The forests of Toolangi could be a huge tourist attraction, and need to be protected as National Park.

Michael Nardella,
AA Michael Nardella Real Estate.
My family has had a farm in Toolangi for around forty years. I love the small community feel of the area, and I've come to appreciate its unique forests - especially after working on bushfire recovery projects and joining the Country Fire Authority.
Logging in this area is spoiling the beautiful ecology of the forests and if that continues it will significantly reduce the tourist potential here. The damage that has already been done will take generations to regenerate - It's vital that we stop the clear-felling now to allow this to happen.
Officeworks and the makers of Reflex need to shift their operations to plantation timbers, away from unsustainable native forest logging. Our forests are worth more to the people of Victoria when they're left intact. Let's recognise this fact and declare this area National Park.

Trevor Parton and Mary White,
Adult Educators - Centre for Ecology and Spirituality.
We've been living in Glenburn on the edge of the Toolangi Forest for eleven years and we regularly take people on walks along the Murrindindi River, Sylvia Creek and the tracks around Mt St Leonard. Folk never fail to be impressed by the magnificence of our forests with their mix of old growth and younger trees.
Over the years we have sadly witnessed coups being cleared and burnt and then covered with re-growth. Given the destruction caused by recent bushfires we really should preserve our remaining native forests at all costs. Their reduction into Reflex paper, or any paper for that matter is very regrettable.
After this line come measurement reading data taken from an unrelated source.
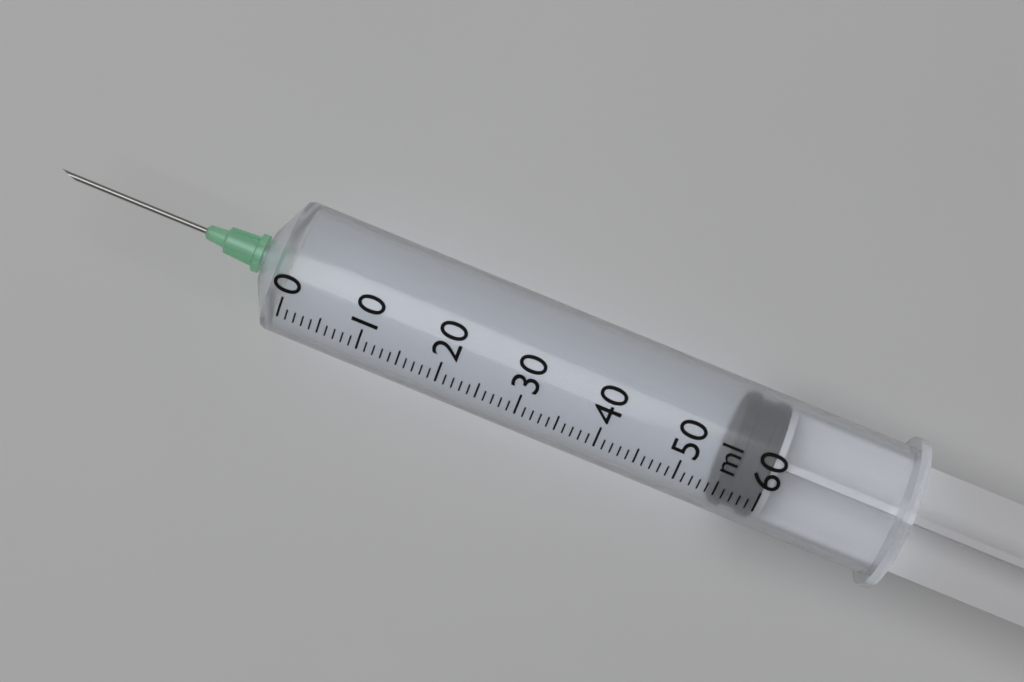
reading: 55 ml
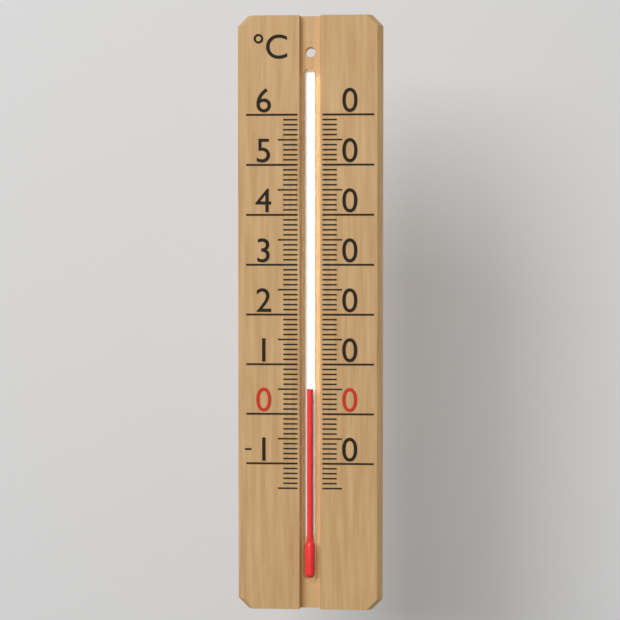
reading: 5 °C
Christine and Mark Veenhuizen,
Brentwood Accommodation.
We moved to Healesville 5 years ago to live a quiet life in the forest after running a demanding business for 17 years. Nestled along the great Bicentennial walking track of the Toolangi State Forest, we found the tranquillity of "Brentwood" irresistible.
Our quiet life here was interrupted by the 2009 bushfire. Reminders of the bushfire's devastation are with us every day. We are surrounded by burnt forest and have seen very little wildlife return.
Now our life is being interupted again by clearfell logging. It's devastating that Toolangi's unburnt forest is being clearfelled for woodchips - particularly since sustainable plantation timber is now available to meet most timber requirements. We feel a responsibility to stand up for this ecologically significant forest, habitat for the Fairy (Leadbeater's) possum and important to tourism in the Yarra Valley region.
Australian Paper needs to be reminded that the local community won't stand for unethical practices. I want my grandchildren and their children to experience the wonders of the tall trees of Toolangi, to reap the benefits of the most carbon rich forest in the world, to experience the last of cool temperate rainforest in the central highlands and to see precious wildlife in its natural environment. Just let the forest be! I would love to see the whole of the central highlands declared as a national park....so we can all live a quieter life!
Thank you so much for taking a stand to protect our native forests.
We'd love your workplace to sign the Ethical Paper Pledge.
It's easy! Have a conversation with the person who buys your office paper and encourage them to contact us to find out more.
Simply forward the link below where they can enter their details and we'll be in touch with them as soon as possible.